Infineon is doubling down on one of the biggest bottlenecks in the AI boom: power. This week in Taipei, the company hosted its “We Power AI” event, marking the second year in a row it has staged a large-scale forum in Taiwan centered on power technologies designed specifically for AI data centers.
The message from the event was clear: as AI servers grow more powerful, the infrastructure behind them has to evolve just as fast. Modern AI workloads don’t just demand faster chips and more memory; they require far more electricity, more efficient conversion of that electricity, and better ways to manage heat and energy loss across the entire data center stack. That puts power semiconductors—components that control, convert, and deliver electricity—right at the center of next-generation AI infrastructure.
Infineon used the Taipei gathering to spotlight how the “power content” inside AI data centers is rising quickly. As AI computing expands, the value of power semiconductor components per kilowatt of delivered power is expected to increase, reflecting the growing complexity of power delivery, tighter efficiency requirements, and the push to reduce operating costs and emissions. In other words, boosting performance in AI data centers increasingly depends on smarter, more advanced power electronics—not just bigger power supplies.
Adam White, President of Infineon’s Power & Sensor Systems division, was among the leaders outlining the company’s focus on enabling efficient, scalable AI infrastructure. The event emphasized the need for end-to-end innovation, from the grid connection and power distribution systems to server power units and the advanced semiconductor technologies that help reduce energy loss at each step.
Why does this matter to the broader tech world? Because energy is becoming one of the defining constraints of AI growth. Data center operators are under pressure to expand capacity while keeping electricity costs manageable and meeting sustainability targets. Every improvement in power conversion efficiency can translate into significant savings when scaled across thousands of servers running around the clock. That’s why solutions built around advanced power semiconductors are drawing increased attention as AI adoption accelerates.
By hosting “We Power AI” in Taiwan for the second consecutive year, Infineon is also signaling how strategically important the region is to the future of AI infrastructure and the global semiconductor ecosystem. Taiwan remains a central hub for hardware innovation and supply chains, and events like this create a platform for collaboration around the power technologies that will shape the next era of AI data centers.
As AI demand continues to surge, the race won’t be won by compute alone. The companies that can deliver more performance per watt—and help data centers scale without power becoming a hard limit—will play a major role in what the AI future looks like. Infineon’s Taipei event underscored that power electronics are no longer background components; they’re becoming a primary driver of AI scalability.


__Activity__
Search the data for the string "shop" and gather each line it is in.

__Extracted data__
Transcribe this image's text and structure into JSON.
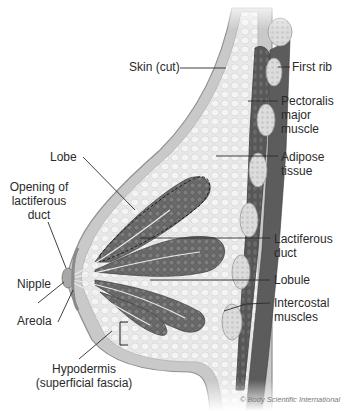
{
  "figure": {
    "colors": {
      "background": "#ffffff",
      "skin": "#c9c9c9",
      "skin_edge": "#8f8f8f",
      "adipose": "#e6e6e6",
      "lobe": "#6e6e6e",
      "lobe_dark": "#4f4f4f",
      "muscle": "#5a5a5a",
      "rib": "#d9d9d9",
      "leader_line": "#2a2a2a",
      "label_text": "#2a2a2a",
      "credit_text": "#7a7a7a"
    }
  },
  "labels": {
    "skin_cut": "Skin (cut)",
    "first_rib": "First rib",
    "pectoralis_1": "Pectoralis",
    "pectoralis_2": "major",
    "pectoralis_3": "muscle",
    "adipose_1": "Adipose",
    "adipose_2": "tissue",
    "lobe": "Lobe",
    "opening_1": "Opening of",
    "opening_2": "lactiferous",
    "opening_3": "duct",
    "lactiferous_1": "Lactiferous",
    "lactiferous_2": "duct",
    "nipple": "Nipple",
    "lobule": "Lobule",
    "areola": "Areola",
    "intercostal_1": "Intercostal",
    "intercostal_2": "muscles",
    "hypodermis_1": "Hypodermis",
    "hypodermis_2": "(superficial fascia)"
  },
  "credit": "© Body Scientific International"
}
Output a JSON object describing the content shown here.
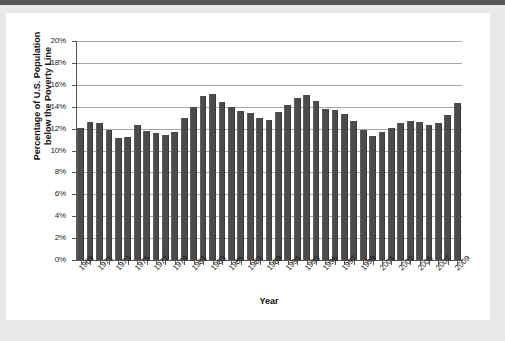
{
  "figure": {
    "background_color": "#ffffff",
    "page_background_color": "#e9e9e9",
    "top_strip_color": "#575757"
  },
  "chart_data": {
    "type": "bar",
    "title": "",
    "subtitle": "",
    "xlabel": "Year",
    "ylabel": "Percentage of U.S. Population below the Poverty Line",
    "ylabel_line1": "Percentage of U.S. Population",
    "ylabel_line2": "below the Poverty Line",
    "ylim": [
      0,
      20
    ],
    "ytick_labels": [
      "0%",
      "2%",
      "4%",
      "6%",
      "8%",
      "10%",
      "12%",
      "14%",
      "16%",
      "18%",
      "20%"
    ],
    "ytick_values": [
      0,
      2,
      4,
      6,
      8,
      10,
      12,
      14,
      16,
      18,
      20
    ],
    "grid": "horizontal",
    "legend": "none",
    "bar_color": "#4b4b4b",
    "gridline_color": "#a6a6a6",
    "axis_color": "#555555",
    "xtick_label_rotation": -45,
    "xtick_label_interval_years": 2,
    "xtick_labels": [
      "1969",
      "1971",
      "1973",
      "1975",
      "1977",
      "1979",
      "1981",
      "1983",
      "1985",
      "1987",
      "1989",
      "1991",
      "1993",
      "1995",
      "1997",
      "1999",
      "2001",
      "2003",
      "2005",
      "2007",
      "2009"
    ],
    "categories": [
      1969,
      1970,
      1971,
      1972,
      1973,
      1974,
      1975,
      1976,
      1977,
      1978,
      1979,
      1980,
      1981,
      1982,
      1983,
      1984,
      1985,
      1986,
      1987,
      1988,
      1989,
      1990,
      1991,
      1992,
      1993,
      1994,
      1995,
      1996,
      1997,
      1998,
      1999,
      2000,
      2001,
      2002,
      2003,
      2004,
      2005,
      2006,
      2007,
      2008,
      2009
    ],
    "values": [
      12.1,
      12.6,
      12.5,
      11.9,
      11.1,
      11.2,
      12.3,
      11.8,
      11.6,
      11.4,
      11.7,
      13.0,
      14.0,
      15.0,
      15.2,
      14.4,
      14.0,
      13.6,
      13.4,
      13.0,
      12.8,
      13.5,
      14.2,
      14.8,
      15.1,
      14.5,
      13.8,
      13.7,
      13.3,
      12.7,
      11.9,
      11.3,
      11.7,
      12.1,
      12.5,
      12.7,
      12.6,
      12.3,
      12.5,
      13.2,
      14.3
    ]
  }
}
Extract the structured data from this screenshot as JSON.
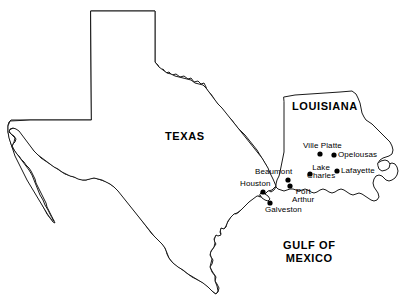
{
  "map": {
    "title": "Texas and Louisiana Gulf Coast Map",
    "background_color": "#ffffff",
    "outline_color": "#1a1a1a",
    "marker_color": "#000000",
    "regions": [
      {
        "id": "texas",
        "label": "TEXAS",
        "x": 165,
        "y": 131
      },
      {
        "id": "louisiana",
        "label": "LOUISIANA",
        "x": 292,
        "y": 101
      }
    ],
    "water_labels": [
      {
        "id": "gulf-of-mexico",
        "line1": "GULF OF",
        "line2": "MEXICO",
        "x": 283,
        "y": 239
      }
    ],
    "cities": [
      {
        "id": "houston",
        "label": "Houston",
        "dot_x": 263,
        "dot_y": 192,
        "label_x": 240,
        "label_y": 180,
        "lines": 1
      },
      {
        "id": "beaumont",
        "label": "Beaumont",
        "dot_x": 288,
        "dot_y": 180,
        "label_x": 255,
        "label_y": 168,
        "lines": 1
      },
      {
        "id": "port-arthur",
        "label": "Port Arthur",
        "line1": "Port",
        "line2": "Arthur",
        "dot_x": 290,
        "dot_y": 186,
        "label_x": 292,
        "label_y": 188,
        "lines": 2
      },
      {
        "id": "galveston",
        "label": "Galveston",
        "dot_x": 270,
        "dot_y": 203,
        "label_x": 265,
        "label_y": 206,
        "lines": 1
      },
      {
        "id": "lake-charles",
        "label": "Lake Charles",
        "line1": "Lake",
        "line2": "Charles",
        "dot_x": 310,
        "dot_y": 174,
        "label_x": 307,
        "label_y": 164,
        "lines": 2
      },
      {
        "id": "ville-platte",
        "label": "Ville Platte",
        "dot_x": 320,
        "dot_y": 154,
        "label_x": 303,
        "label_y": 142,
        "lines": 1
      },
      {
        "id": "opelousas",
        "label": "Opelousas",
        "dot_x": 334,
        "dot_y": 155,
        "label_x": 338,
        "label_y": 151,
        "lines": 1
      },
      {
        "id": "lafayette",
        "label": "Lafayette",
        "dot_x": 337,
        "dot_y": 171,
        "label_x": 341,
        "label_y": 167,
        "lines": 1
      }
    ]
  }
}
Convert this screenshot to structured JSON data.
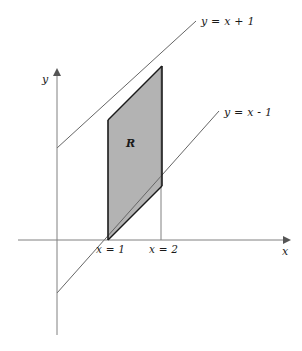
{
  "figure": {
    "type": "math-diagram",
    "title_visible": false,
    "background_color": "#ffffff",
    "width": 302,
    "height": 351
  },
  "axes": {
    "x_label": "x",
    "y_label": "y",
    "axis_color": "#808080",
    "origin_px": {
      "x": 57,
      "y": 240
    },
    "x_axis_px": {
      "x1": 18,
      "y1": 240,
      "x2": 288,
      "y2": 240
    },
    "y_axis_px": {
      "x1": 57,
      "y1": 70,
      "x2": 57,
      "y2": 335
    },
    "x_arrow": "right-arrowhead",
    "y_arrow": "up-arrowhead"
  },
  "lines": [
    {
      "id": "upper-line",
      "label": "y = x + 1",
      "equation_parts": {
        "lhs": "y",
        "rel": "=",
        "rhs": "x + 1"
      },
      "slope": 1,
      "intercept": 1,
      "color": "#666666",
      "px": {
        "x1": 57,
        "y1": 148,
        "x2": 196,
        "y2": 21
      },
      "label_px": {
        "x": 203,
        "y": 22
      }
    },
    {
      "id": "lower-line",
      "label": "y = x - 1",
      "equation_parts": {
        "lhs": "y",
        "rel": "=",
        "rhs": "x − 1"
      },
      "slope": 1,
      "intercept": -1,
      "color": "#666666",
      "px": {
        "x1": 57,
        "y1": 293,
        "x2": 219,
        "y2": 111
      },
      "label_px": {
        "x": 226,
        "y": 113
      }
    }
  ],
  "boundaries": [
    {
      "id": "x-equals-1",
      "label": "x = 1",
      "value": 1,
      "color": "#808080",
      "px": {
        "x": 108,
        "y_top": 120,
        "y_bottom": 240
      },
      "label_px": {
        "x": 97,
        "y": 245
      }
    },
    {
      "id": "x-equals-2",
      "label": "x = 2",
      "value": 2,
      "color": "#808080",
      "px": {
        "x": 161,
        "y_top": 66,
        "y_bottom": 240
      },
      "label_px": {
        "x": 150,
        "y": 245
      }
    }
  ],
  "region": {
    "label": "R",
    "fill_color": "#b3b3b3",
    "stroke_color": "#1a1a1a",
    "vertices_px": [
      {
        "x": 108,
        "y": 240
      },
      {
        "x": 162,
        "y": 186
      },
      {
        "x": 162,
        "y": 66
      },
      {
        "x": 108,
        "y": 120
      }
    ],
    "label_px": {
      "x": 129,
      "y": 143
    },
    "description": "Parallelogram bounded by y = x + 1 above, y = x - 1 below, x = 1 left, x = 2 right"
  },
  "chart_data": {
    "type": "line",
    "title": "",
    "xlabel": "x",
    "ylabel": "y",
    "grid": false,
    "legend": "inline-line-labels",
    "xlim": [
      -0.8,
      4.3
    ],
    "ylim": [
      -3.2,
      3.2
    ],
    "series": [
      {
        "name": "y = x + 1",
        "x": [
          0,
          2.6
        ],
        "values": [
          1,
          3.6
        ]
      },
      {
        "name": "y = x - 1",
        "x": [
          0,
          3.0
        ],
        "values": [
          -1,
          2.0
        ]
      }
    ],
    "annotations": [
      {
        "text": "R",
        "x": 1.4,
        "y": 1.4
      },
      {
        "text": "x = 1",
        "x": 1.0,
        "y": -0.35
      },
      {
        "text": "x = 2",
        "x": 2.0,
        "y": -0.35
      },
      {
        "text": "y = x + 1",
        "x": 2.8,
        "y": 3.7
      },
      {
        "text": "y = x - 1",
        "x": 3.2,
        "y": 2.1
      }
    ],
    "shaded_region": {
      "name": "R",
      "vertices": [
        {
          "x": 1,
          "y": 0
        },
        {
          "x": 2,
          "y": 1
        },
        {
          "x": 2,
          "y": 3
        },
        {
          "x": 1,
          "y": 2
        }
      ]
    }
  }
}
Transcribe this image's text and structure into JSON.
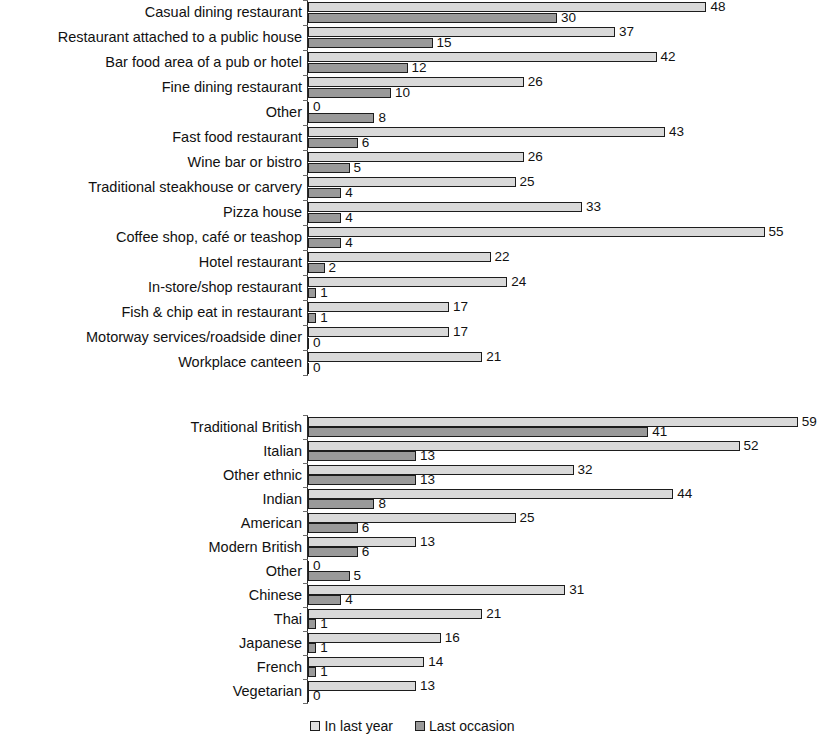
{
  "legend": {
    "items": [
      {
        "label": "In last year",
        "color": "#d9d9d9",
        "key": "in_last_year"
      },
      {
        "label": "Last occasion",
        "color": "#9a9a9a",
        "key": "last_occasion"
      }
    ]
  },
  "chart_data": [
    {
      "type": "bar",
      "orientation": "horizontal",
      "title": "",
      "xlabel": "",
      "ylabel": "",
      "xlim": [
        0,
        60
      ],
      "grid": false,
      "legend_position": "bottom",
      "categories": [
        "Casual dining restaurant",
        "Restaurant attached to a public house",
        "Bar food area of a pub or hotel",
        "Fine dining restaurant",
        "Other",
        "Fast food restaurant",
        "Wine bar or bistro",
        "Traditional steakhouse or carvery",
        "Pizza house",
        "Coffee shop, café or teashop",
        "Hotel restaurant",
        "In-store/shop restaurant",
        "Fish & chip eat in restaurant",
        "Motorway services/roadside diner",
        "Workplace canteen"
      ],
      "series": [
        {
          "name": "In last year",
          "values": [
            48,
            37,
            42,
            26,
            0,
            43,
            26,
            25,
            33,
            55,
            22,
            24,
            17,
            17,
            21
          ]
        },
        {
          "name": "Last occasion",
          "values": [
            30,
            15,
            12,
            10,
            8,
            6,
            5,
            4,
            4,
            4,
            2,
            1,
            1,
            0,
            0
          ]
        }
      ]
    },
    {
      "type": "bar",
      "orientation": "horizontal",
      "title": "",
      "xlabel": "",
      "ylabel": "",
      "xlim": [
        0,
        60
      ],
      "grid": false,
      "legend_position": "bottom",
      "categories": [
        "Traditional British",
        "Italian",
        "Other ethnic",
        "Indian",
        "American",
        "Modern British",
        "Other",
        "Chinese",
        "Thai",
        "Japanese",
        "French",
        "Vegetarian"
      ],
      "series": [
        {
          "name": "In last year",
          "values": [
            59,
            52,
            32,
            44,
            25,
            13,
            0,
            31,
            21,
            16,
            14,
            13
          ]
        },
        {
          "name": "Last occasion",
          "values": [
            41,
            13,
            13,
            8,
            6,
            6,
            5,
            4,
            1,
            1,
            1,
            0
          ]
        }
      ]
    }
  ]
}
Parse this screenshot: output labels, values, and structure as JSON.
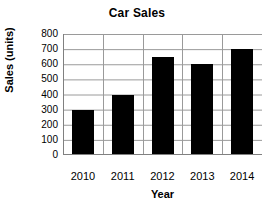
{
  "chart_data": {
    "type": "bar",
    "title": "Car Sales",
    "xlabel": "Year",
    "ylabel": "Sales (units)",
    "categories": [
      "2010",
      "2011",
      "2012",
      "2013",
      "2014"
    ],
    "values": [
      300,
      400,
      650,
      600,
      700
    ],
    "ylim": [
      0,
      800
    ],
    "ytick_step": 100,
    "yticks": [
      800,
      700,
      600,
      500,
      400,
      300,
      200,
      100,
      0
    ],
    "grid": true,
    "grid_axis": "both",
    "legend": false,
    "legend_position": "none",
    "series": [
      {
        "name": "Car Sales",
        "values": [
          300,
          400,
          650,
          600,
          700
        ]
      }
    ],
    "colors": {
      "bar": "#000000",
      "grid": "#9a9a9a",
      "axis": "#808080",
      "background": "#ffffff",
      "text": "#000000"
    }
  }
}
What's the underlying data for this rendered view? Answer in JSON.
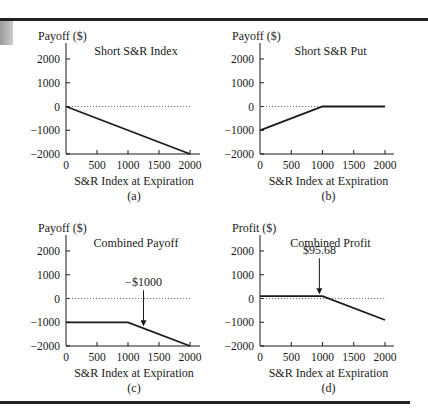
{
  "chart_data": [
    {
      "type": "line",
      "panel_label": "(a)",
      "title": "Short S&R Index",
      "ylabel": "Payoff ($)",
      "xlabel": "S&R Index at Expiration",
      "xlim": [
        0,
        2000
      ],
      "ylim": [
        -2000,
        2000
      ],
      "xticks": [
        0,
        500,
        1000,
        1500,
        2000
      ],
      "yticks": [
        2000,
        1000,
        0,
        -1000,
        -2000
      ],
      "zero_line": "dotted",
      "series": [
        {
          "name": "Short S&R Index",
          "x": [
            0,
            2000
          ],
          "y": [
            0,
            -2000
          ]
        }
      ]
    },
    {
      "type": "line",
      "panel_label": "(b)",
      "title": "Short S&R Put",
      "ylabel": "Payoff ($)",
      "xlabel": "S&R Index at Expiration",
      "xlim": [
        0,
        2000
      ],
      "ylim": [
        -2000,
        2000
      ],
      "xticks": [
        0,
        500,
        1000,
        1500,
        2000
      ],
      "yticks": [
        2000,
        1000,
        0,
        -1000,
        -2000
      ],
      "zero_line": "dotted",
      "series": [
        {
          "name": "Short S&R Put",
          "x": [
            0,
            1000,
            2000
          ],
          "y": [
            -1000,
            0,
            0
          ]
        }
      ]
    },
    {
      "type": "line",
      "panel_label": "(c)",
      "title": "Combined Payoff",
      "ylabel": "Payoff ($)",
      "xlabel": "S&R Index at Expiration",
      "xlim": [
        0,
        2000
      ],
      "ylim": [
        -2000,
        2000
      ],
      "xticks": [
        0,
        500,
        1000,
        1500,
        2000
      ],
      "yticks": [
        2000,
        1000,
        0,
        -1000,
        -2000
      ],
      "zero_line": "dotted",
      "annotations": [
        {
          "text": "−$1000",
          "arrow_to": [
            1250,
            -1250
          ]
        }
      ],
      "series": [
        {
          "name": "Combined Payoff",
          "x": [
            0,
            1000,
            2000
          ],
          "y": [
            -1000,
            -1000,
            -2000
          ]
        }
      ]
    },
    {
      "type": "line",
      "panel_label": "(d)",
      "title": "Combined Profit",
      "ylabel": "Profit ($)",
      "xlabel": "S&R Index at Expiration",
      "xlim": [
        0,
        2000
      ],
      "ylim": [
        -2000,
        2000
      ],
      "xticks": [
        0,
        500,
        1000,
        1500,
        2000
      ],
      "yticks": [
        2000,
        1000,
        0,
        -1000,
        -2000
      ],
      "zero_line": "dotted",
      "annotations": [
        {
          "text": "$95.68",
          "arrow_to": [
            950,
            95.68
          ]
        }
      ],
      "series": [
        {
          "name": "Combined Profit",
          "x": [
            0,
            1000,
            2000
          ],
          "y": [
            95.68,
            95.68,
            -904.32
          ]
        }
      ]
    }
  ],
  "panels": [
    {
      "title": "Short S&R Index",
      "ylabel": "Payoff ($)",
      "xlabel": "S&R Index at Expiration",
      "label": "(a)"
    },
    {
      "title": "Short S&R Put",
      "ylabel": "Payoff ($)",
      "xlabel": "S&R Index at Expiration",
      "label": "(b)"
    },
    {
      "title": "Combined Payoff",
      "ylabel": "Payoff ($)",
      "xlabel": "S&R Index at Expiration",
      "label": "(c)",
      "annotation": "−$1000"
    },
    {
      "title": "Combined Profit",
      "ylabel": "Profit ($)",
      "xlabel": "S&R Index at Expiration",
      "label": "(d)",
      "annotation": "$95.68"
    }
  ],
  "ticks": {
    "x": [
      "0",
      "500",
      "1000",
      "1500",
      "2000"
    ],
    "y": [
      "2000",
      "1000",
      "0",
      "−1000",
      "−2000"
    ]
  }
}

__Solution for this exercise__
        "Coffee shop, café or teashop",
        "In-store/shop restaurant",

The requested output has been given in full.